The media loved the Frankel case. A search of his Greenwich home had uncovered an enormous stash of pornography, a Ouija board, and printed reminders to shred documents and to check on jurisdictions that did not have extradition treaties with the U.S.6 Still, the Vatican Bank ultimately deflected inquiries about its own civil liability. The IOR instead blamed any wrongdoing on the two American priests, claiming as Marcinkus had a decade earlier, that it was the unwitting victim of sophisticated con men. In one of its most impolitic defenses, Vatican spokesman Joaquín Navarro-Valls downplayed Colagiovanni’s status by saying he was merely a “pensioner” and dismissed Jacobs as an “ex-Jew.” Father Jacobs had a Jewish father, although his mother was Catholic; he converted to Catholicism in his twenties, was baptized, and ordained a priest in 1955.7 As for the wayward foundation, Navarro-Valls said it “does not have any relationship with it [the Vatican] whatsoever.”
The Frankel probe was another reminder to Caloia that even after nine years he did not have full control of the bank’s numbered foundation accounts. It was the same issue that had frustrated him with Monsignor De Bonis and the Cardinal Francis Spellman Foundation. Whenever Caloia thought he had made improvements, something like the Frankel scandal mocked his lack of progress.
Even though Caloia drilled down inside the IOR to find out what had gone wrong with Frankel, his focus in 1999 was on ensuring that the Pope appoint him for another five-year tenure. His term was set to expire that October, and his opponents were anxious to find a replacement.

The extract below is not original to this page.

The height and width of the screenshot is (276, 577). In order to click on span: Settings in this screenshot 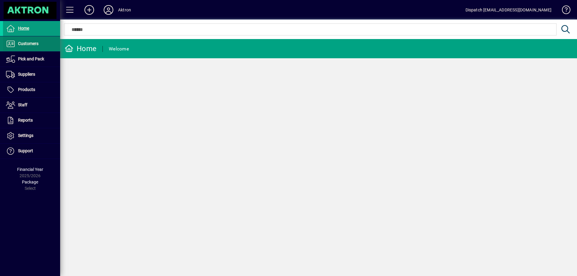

American Cardinal Casimir Szoka was no Caloia friend.8 Szoka carried weight inside the Curia. John Paul had picked him in 1990 to run the Prefecture for the Economic Affairs of the Holy See, and in 1997 he was appointed the President of the city-state’s Governorate, one of Marcinkus’s old posts. Before arriving at the Curia in 1990, Szoka was the treasurer of the American Bishop’s Conference as well as Detroit’s archbishop. During ten difficult years in Detroit, he oversaw that diocese’s considerable downsizing. Even his critics acknowledged he was a tough decision maker who ran a lean administration (he had to close thirty parishes due to lack of money).9 And, as the son of a Polish émigré who himself spoke fluent Polish, he had influence with John Paul.10 Szoka wanted Hans Tietmeyer, the outgoing president of Germany’s central bank, to be the IOR chief.11
The anti-Caloia contingent even planted stories attributed to “Vatican sources” that the church was wooing Tietmeyer.12 While the German banker had an impressive résumé, his sponsors underestimated the enmity that John Paul and his private secretary, Stanislaw Dziwisz, had toward Germans due to what the Nazis had done to Poland.13 Although John Paul had no special affection for Caloia, the IOR chief’s gray countenance worked to his benefit: neither had he made an enemy of the Pontiff during nearly a decade of service. Ultimately, the Pope was not persuaded that Tietmeyer—who did not even speak Italian—was a better replacement. Not even Szoka could change John Paul’s mind. All the jockeying for power ended when the Pontiff vowed publicly, “As long as I’m alive, there will never be a German in charge of the Vatican’s finances.”14 The Pope confirmed Caloia for a third term.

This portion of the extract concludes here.